[Phineas Redux by Anthony Trollope]@TWC D-Link book
Phineas Redux

CHAPTER X
18/31

I hope they have made you comfortable, Mr.Finn ?" "Oh, yes," said Phineas.
"Not that Loughlinter can be comfortable now to any one.

How can a man, whose wife has deserted him, entertain his guests?
I am ashamed even to look a friend in the face, Mr.Finn." As he said this he stretched forth his open hand as though to hide his countenance, and Phineas hardly knew whether the absurdity of the movement or the tragedy of the feeling struck him the more forcibly.

"What did I do that she should leave me?
Did I strike her?
Was I faithless?
Had she not the half of all that was mine?
Did I frighten her by hard words, or exact hard tasks?
Did I not commune with her, telling her all my most inward purposes?
In things of this world, and of that better world that is coming, was she not all in all to me?
Did I not make her my very wife?
Mr.Finn, do you know what made her go away ?" He had asked perhaps a dozen questions.

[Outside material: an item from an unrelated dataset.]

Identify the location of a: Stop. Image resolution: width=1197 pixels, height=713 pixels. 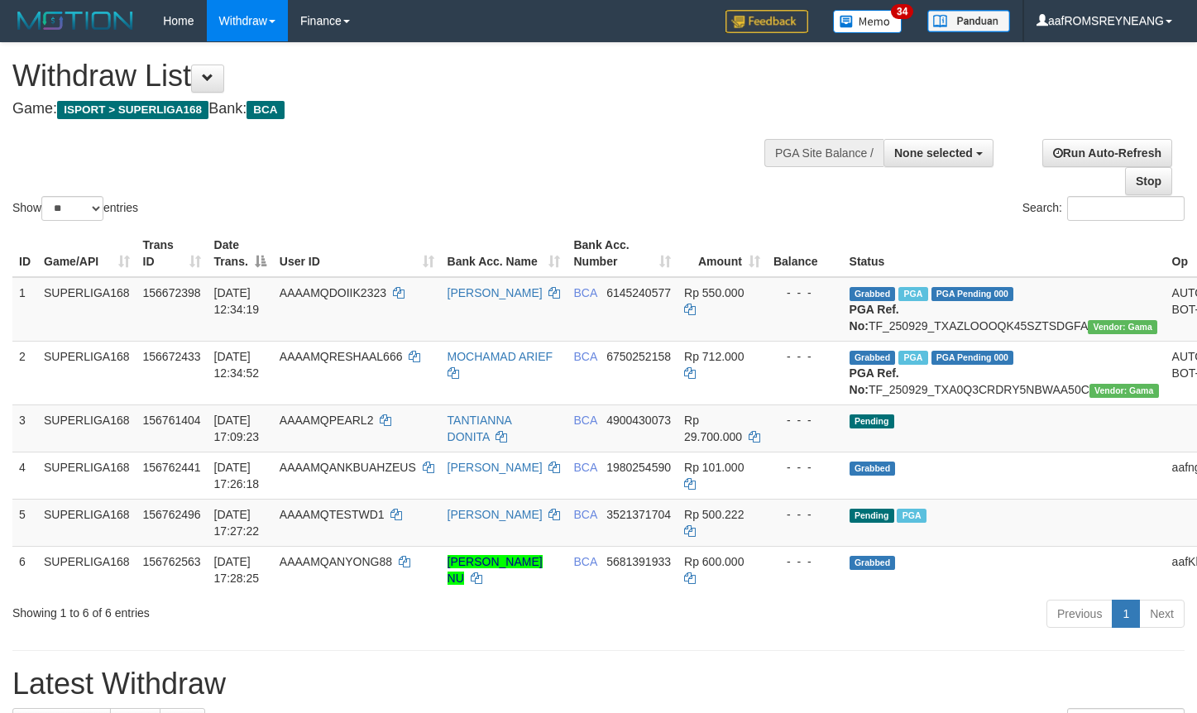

As to the eleven which came first it was evident that no answer was required; and they had been put with that pathetic dignity with which it is so easy to invest the interrogatory form of address.

But to the last question it was intended that Phineas should give an answer, as Phineas presumed at once; and then it was asked with a wink of the eye, a low eager voice, and a sly twist of the face that were frightfully ludicrous.
"I suppose you do know," said Mr.Kennedy, again working his eye, and thrusting his chin forward.
"I imagine that she was not happy." "Happy?
What right had she to expect to be happy?
Are we to believe that we should be happy here?
Are we not told that we are to look for happiness there, and to hope for none below ?" As he said this he stretched his left hand to the ceiling.